I'm writing one of my first C# programs. Here's what I'm trying to do:
Open an XML document
Navigate to a part of the XML tree and select all child elements of type <myType>
For each <myType> element, change an attribute (so <myType id="oldValue"> would become <myType id="newValue">
Write this modified XML document to a file.
I found the XmlDocument.SelectNodes method, which takes an XPath expression as its argument. However, it returns an XmlNodeList. I read a little bit about the difference between an XML node and an XML element, and this seems to explain why there is no XmlNode.SetAttribute method. But is there a way I can use my XPath expression to retrieve a list of XmlElement objects, so that I can loop through this list and set the id attributes for each?
(If there's some other easier way, please do let me know.)

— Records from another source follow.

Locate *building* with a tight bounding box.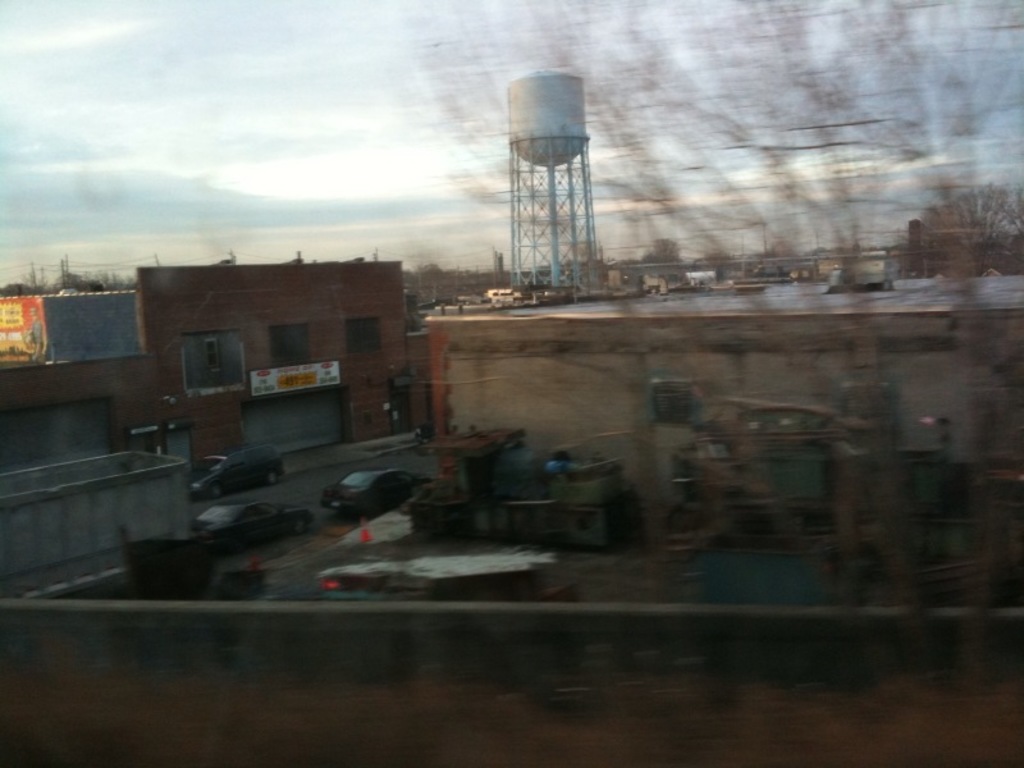
locate(141, 261, 402, 475).
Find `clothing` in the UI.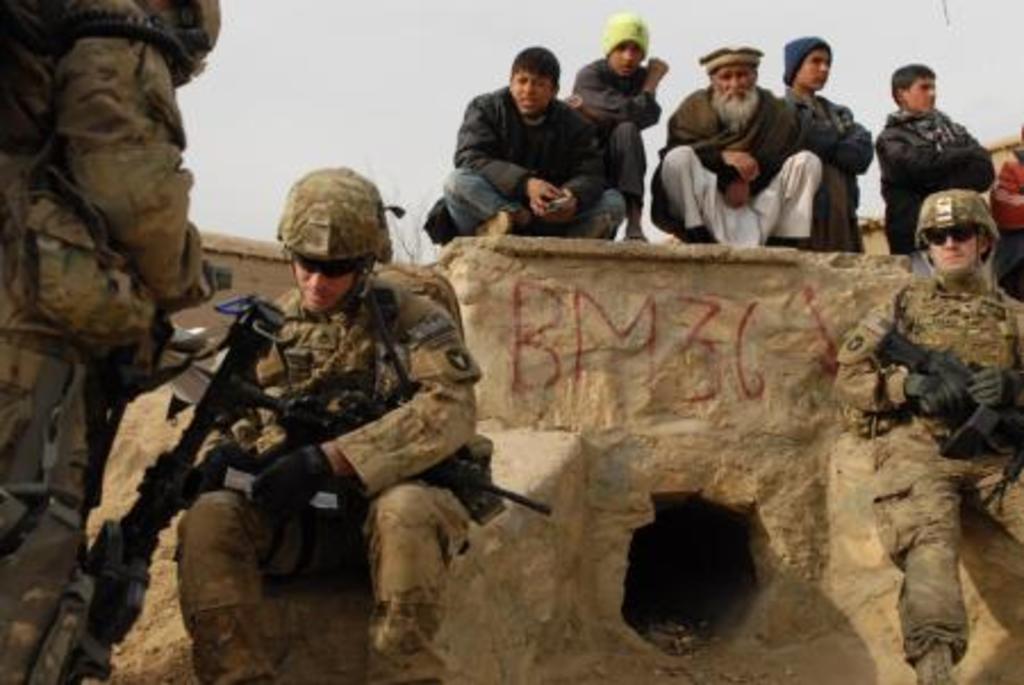
UI element at bbox(423, 86, 626, 246).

Simply - it doesn't know if you are reading an element or attribute. Quite possibly, all you need is a cast here:
foreach(XmlElement el in doc.SelectNodes(...)) {
el.SetAttribute(...);
}
The SelectNodes returns an XmlNodeList, but the above treats each as an XmlElement.
I am a big fan of System.Xml.Linq.XDocument and the features it provides.
XDocument xDoc = XDocument.Load("FILENAME.xml");
// assuming you types is the parent and mytype is a bunch of nodes underneath
IEnumerable<XElement> elements = xdoc.Element("types").Elements("myType");
foreach (XElement type in elements)
{
// option 1
type.Attribute("id").Value = NEWVALUE;
// option 2
type.SetAttributeValue("id", NEWVALUE);
}
Option 1 or 2 works but I prefer 2 because if the attribute doesn't exist this'll create it.
I'm sitting at my Mac so no .NET for me...
However, I think that you can cast an XmlNode to an XmlElement via an explicit cast.
You should be able to cast the XmlElement to an XmlNode then and get it's children Nodes using something like XmlNode.ChildNodes.